The four of us sat in that dinghy for 15 minutes or so…the only sound was the penguins and the silently blazing sky, then cold drove us home.

This reading from Zephaniah comes to us from around the middle of the 7th Century before the birth of Christ. This passage paints an iridescent picture of God as the “warrior King” who seeks to bring humanity to righteous behaviour and into close relationship. So Israel understands this God to be full of steadfast loving-kindness, and utilizing all of life to teach and develop righteous behaviour through life experience.

However this passage is also furnished with a kind of brilliance because of the contrasting ideas, as well as the empathic language for human experience
• Judgments fall away, enemies are turned away
• God rejoices, we are renewed in God’s love
• The most marginalized will be rejected no longer.
And for Israel when all these changes are experienced and the warrior king is in your midst, the might and beauty of God revealed will cause all to fall silent in awe.

So the first grid co-ordinate is that of a God who causes this response in you or me: a justice-making-awesome-God.

Then we have the passage from the letter to Philippi:
“let your gentleness be known to everyone”. This is about our human expression and interior world. Trust in God for your daily needs…”in prayer and grateful supplication approach God.” And as a consequence, we will experience peace. That peace will act as a guard to protect our relationship with Jesus. (I hope that you have sometime experienced this.) That amazing moment, when perhaps you or I have done something that might have been lonely or difficult, or we have made a life changing decision, and this process involved lots of thought and weighing up different perspectives perhaps that kept us awake at night….
And then when it has been completed a tide of simple interior quiet washes over us…the complexity drops away. This feeling does not have its genesis in the thoughts or decision immediately before…That “peace which surpasses all understanding”.
I think that this passage speaks of a key element of discernment: we need to know when we reach “true north”. Then we can set our compass again for the next bit of the journey.

So another reference grid co-ordinate: gentleness allowed to show, trust, gratitude, and supplication leads to peace.

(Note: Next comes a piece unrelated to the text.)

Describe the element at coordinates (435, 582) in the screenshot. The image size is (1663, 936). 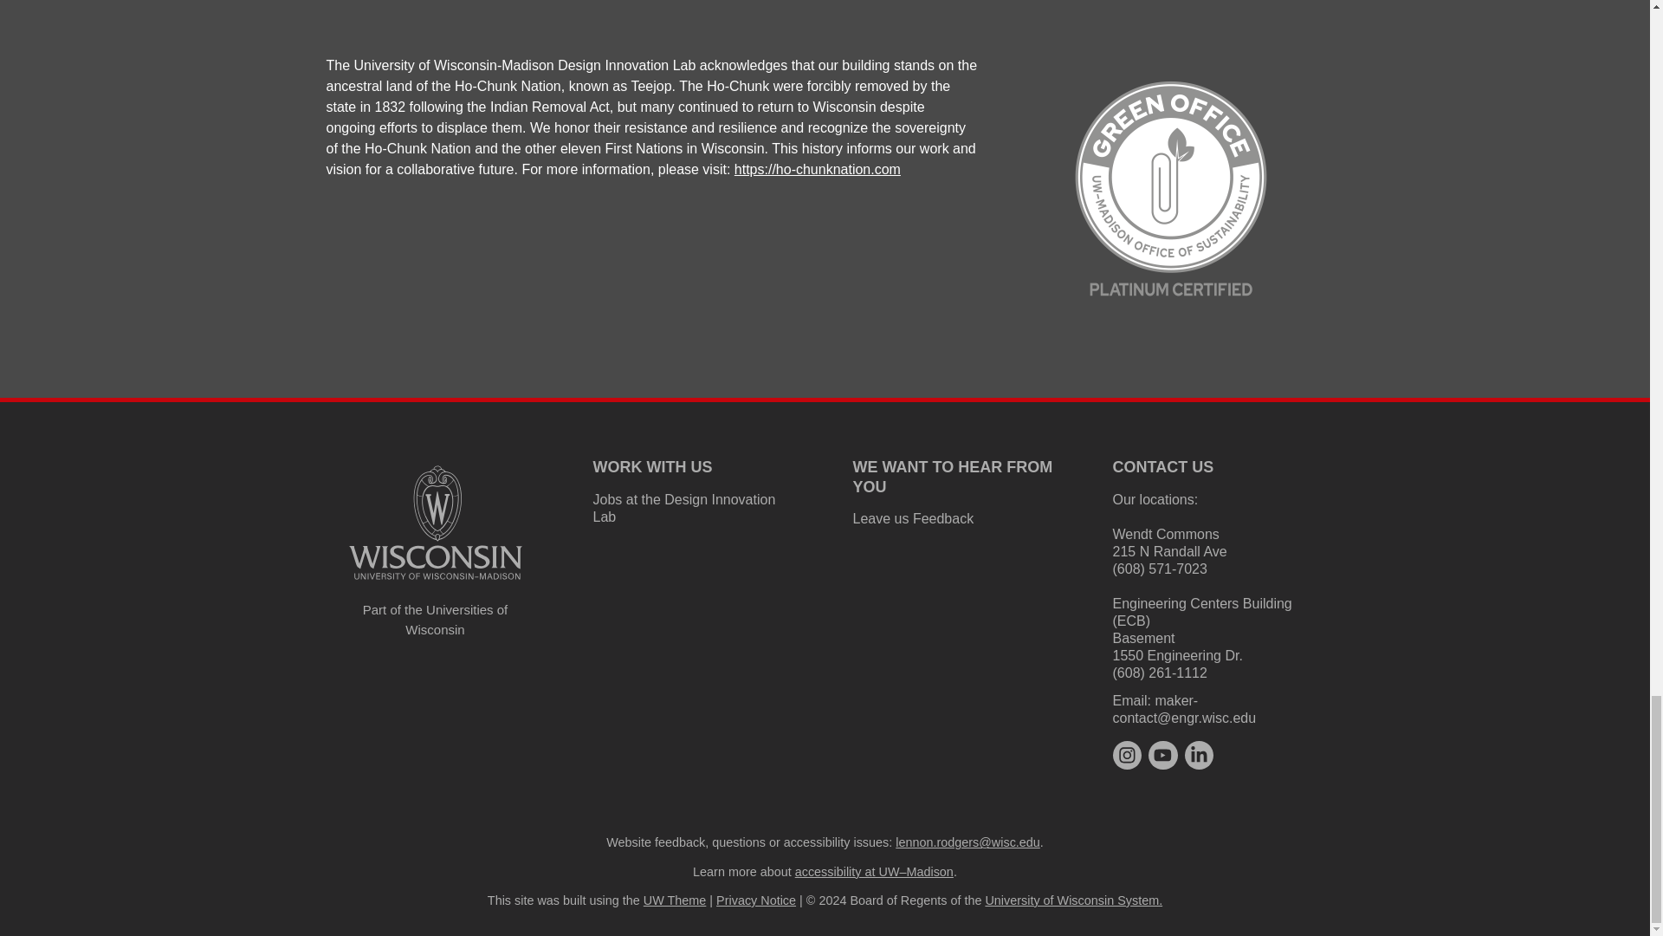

Then this perplexing passage from Luke:
Imagine being part of a group of excited pilgrims. Walking together into the land away from the city…to find a man whom everyone is talking about…
And when we get there, he doesn’t welcome us with open arms and tell us about love…oh no, he shouts…calls us a brood of vipers, tells us not to rest in our relationship, uses violent language about axes and fires…
He has a real rant!
But when all of us are paying attention, and wondering how we might need to behave in this new life…he calms down…and reminds us about simple justice: share, act fairly, don’t bully.

So here we are, you and me, within these co-ordinates on the chart, waiting for God to dwell amongst us. Where are we again?
1. Remembering a God who remembers us…experiencing awe in the presence of the justice-making-iridescent God.
2. Finding true North- that peace which surpasses understanding- gentleness showing through, trust, gratitude and prayer.
3. How might we behave? Share, act fairly, don’t bully.

Passage from Isaiah sung by the choir as a psalm today:
“Shout aloud and sing for joy, O royal Zion, for great in your midst is the Holy One of Israel.”